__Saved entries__
————————
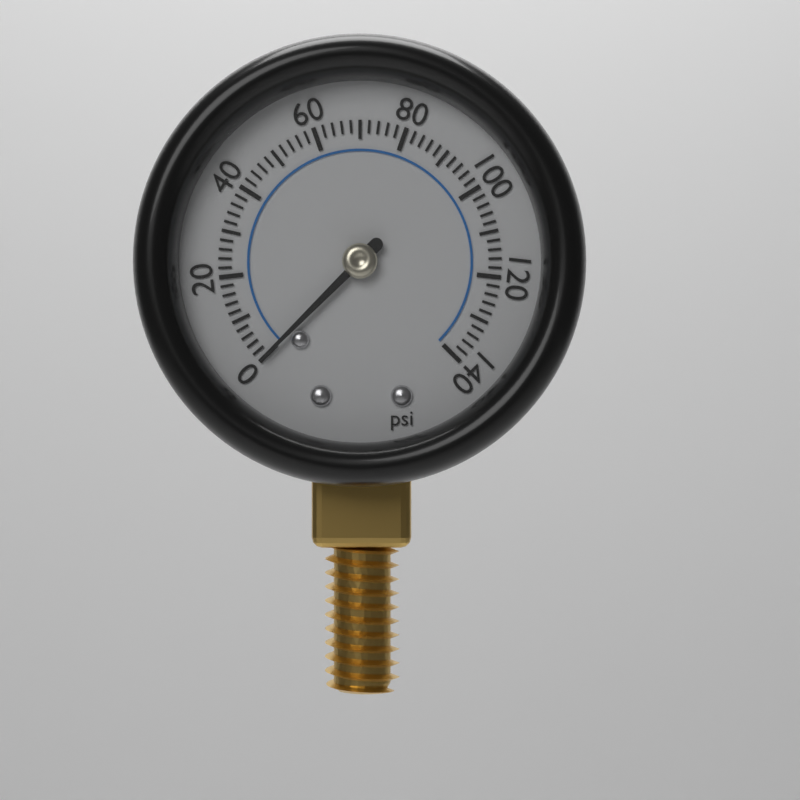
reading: 0 psi
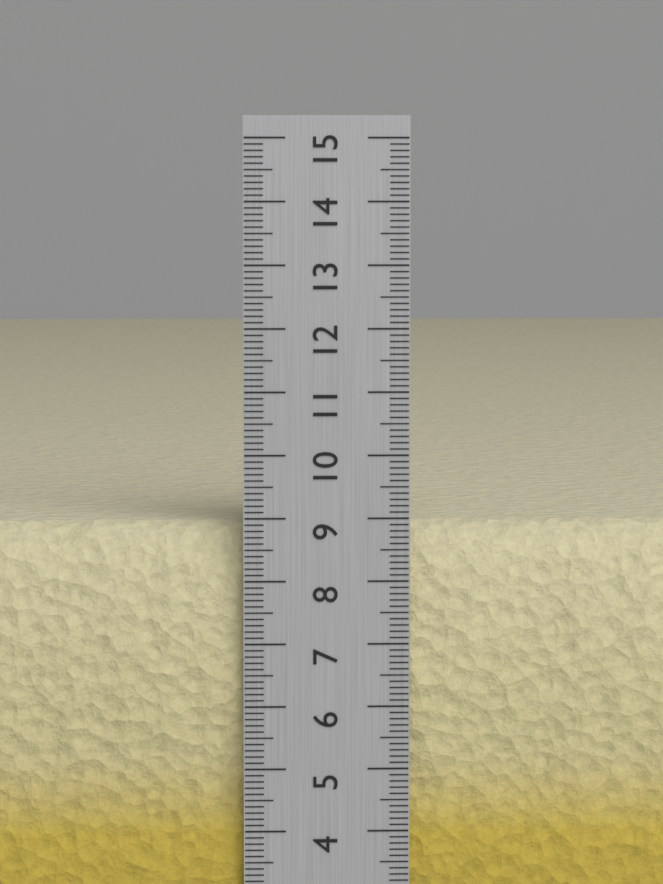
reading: 8.9 cm
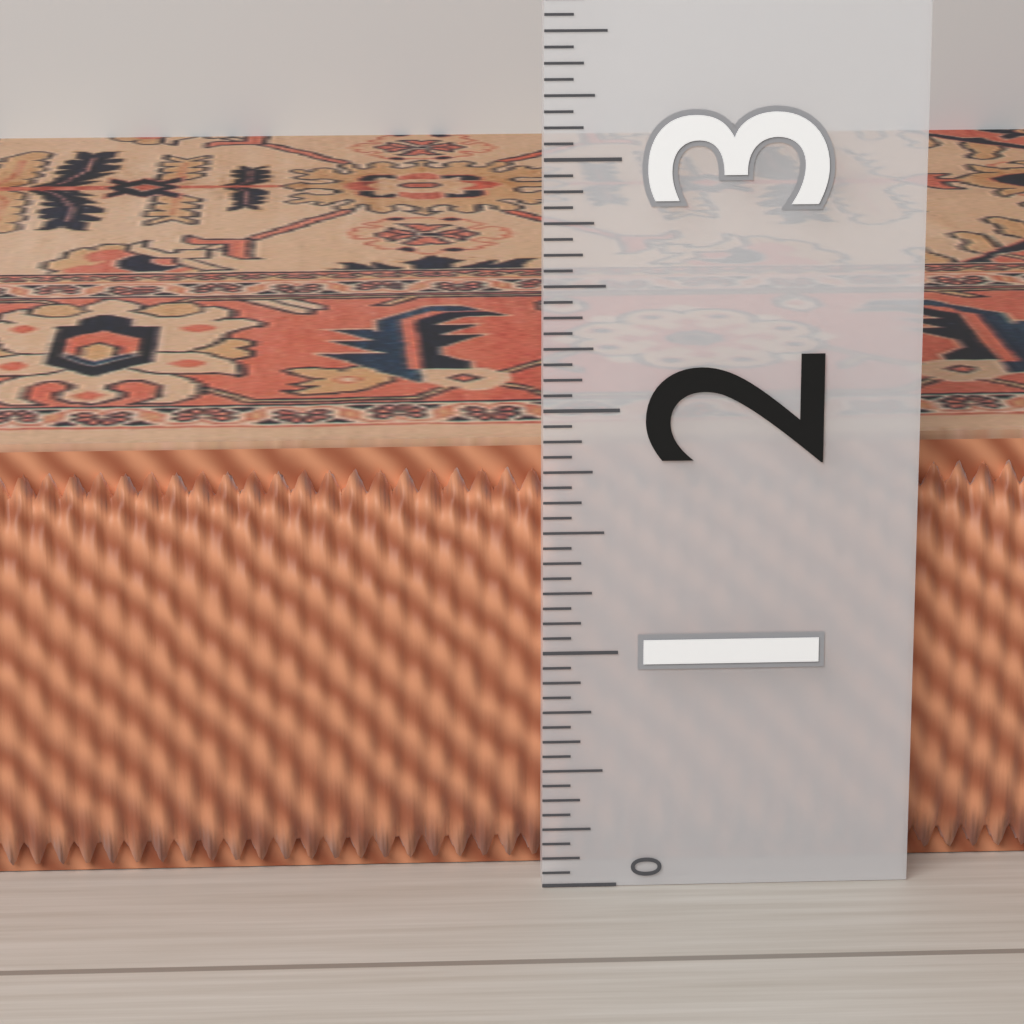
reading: 1.8125 (no unit)
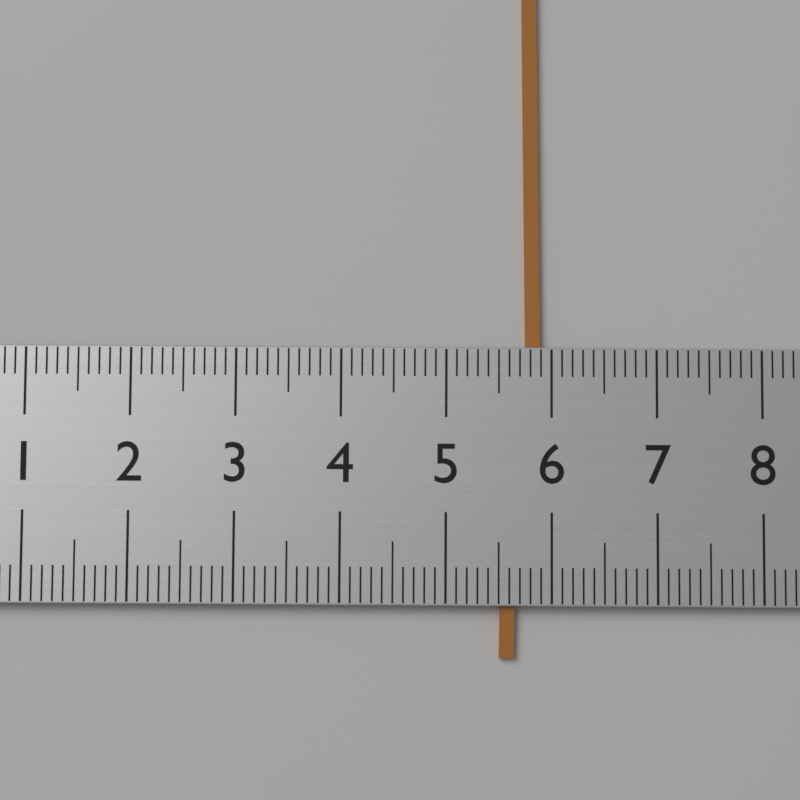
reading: 5.9 (no unit)
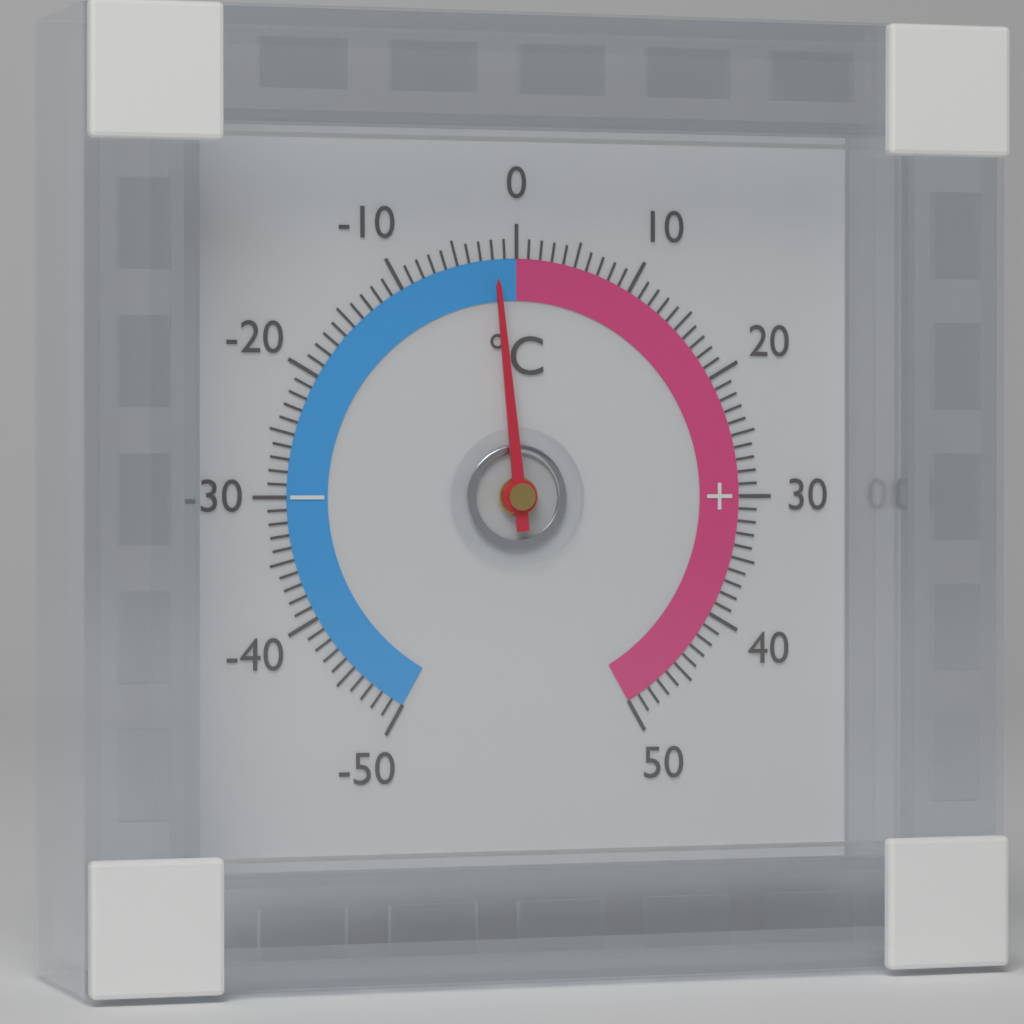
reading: -2 °C
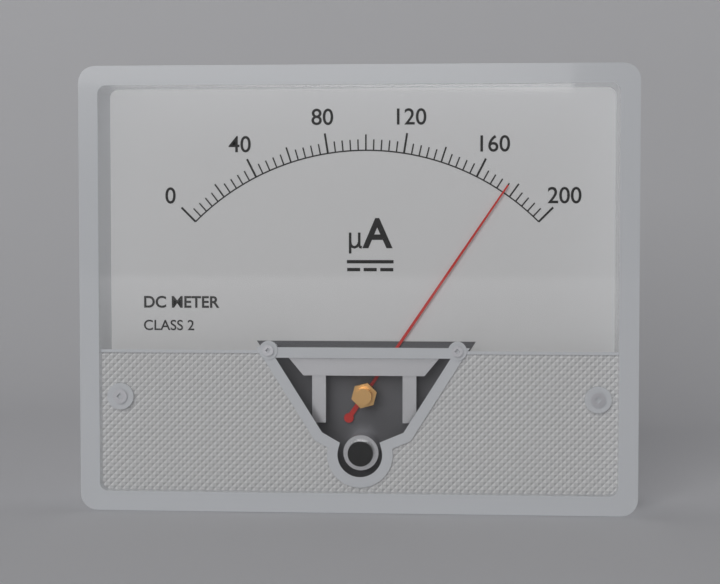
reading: 176 µA
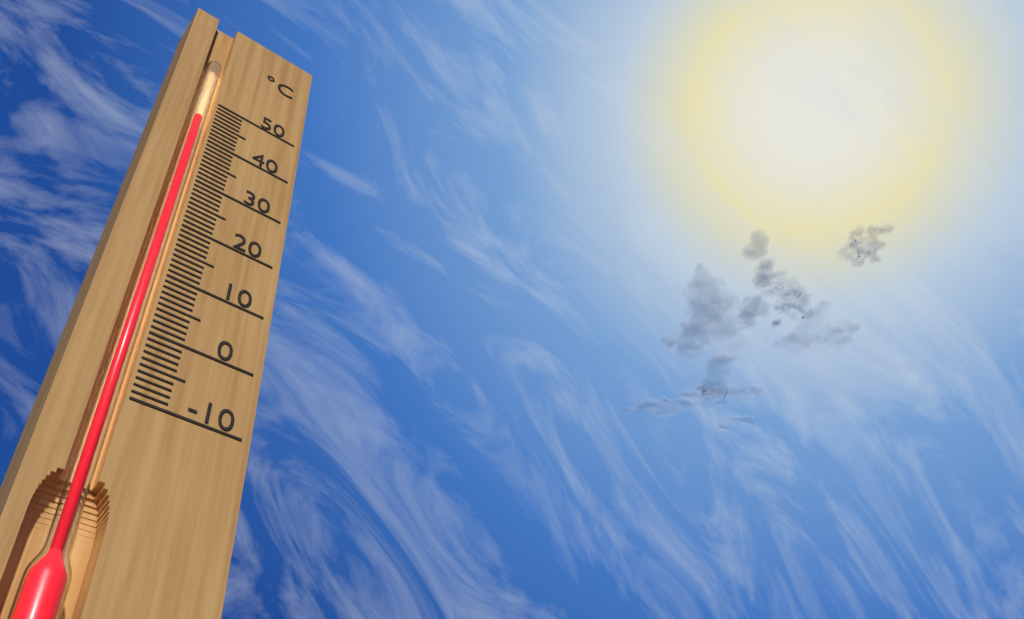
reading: 45 °C
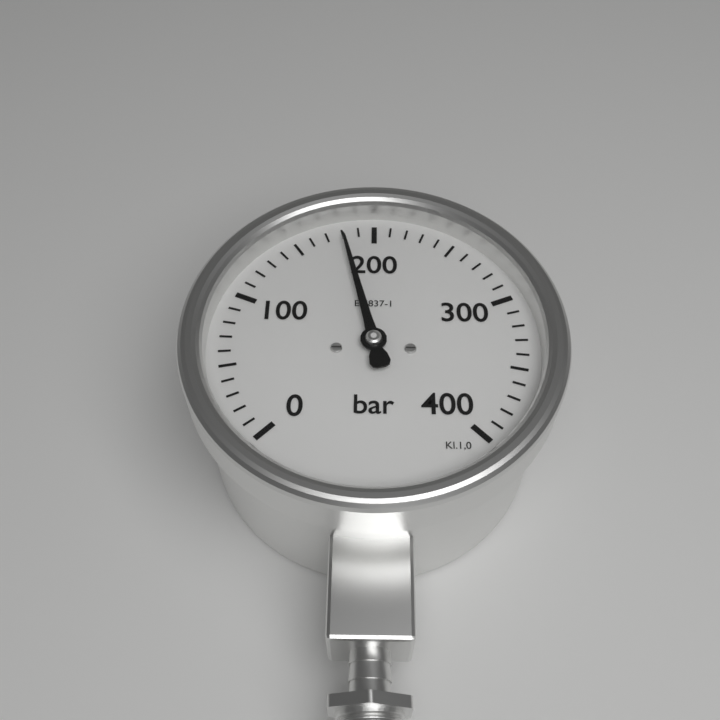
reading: 180 bar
————————
Return every line above exactly, omitting images.

__WRITTEN RESPONSE__
reading: 0 psi
reading: 8.9 cm
reading: 1.8125 (no unit)
reading: 5.9 (no unit)
reading: -2 °C
reading: 176 µA
reading: 45 °C
reading: 180 bar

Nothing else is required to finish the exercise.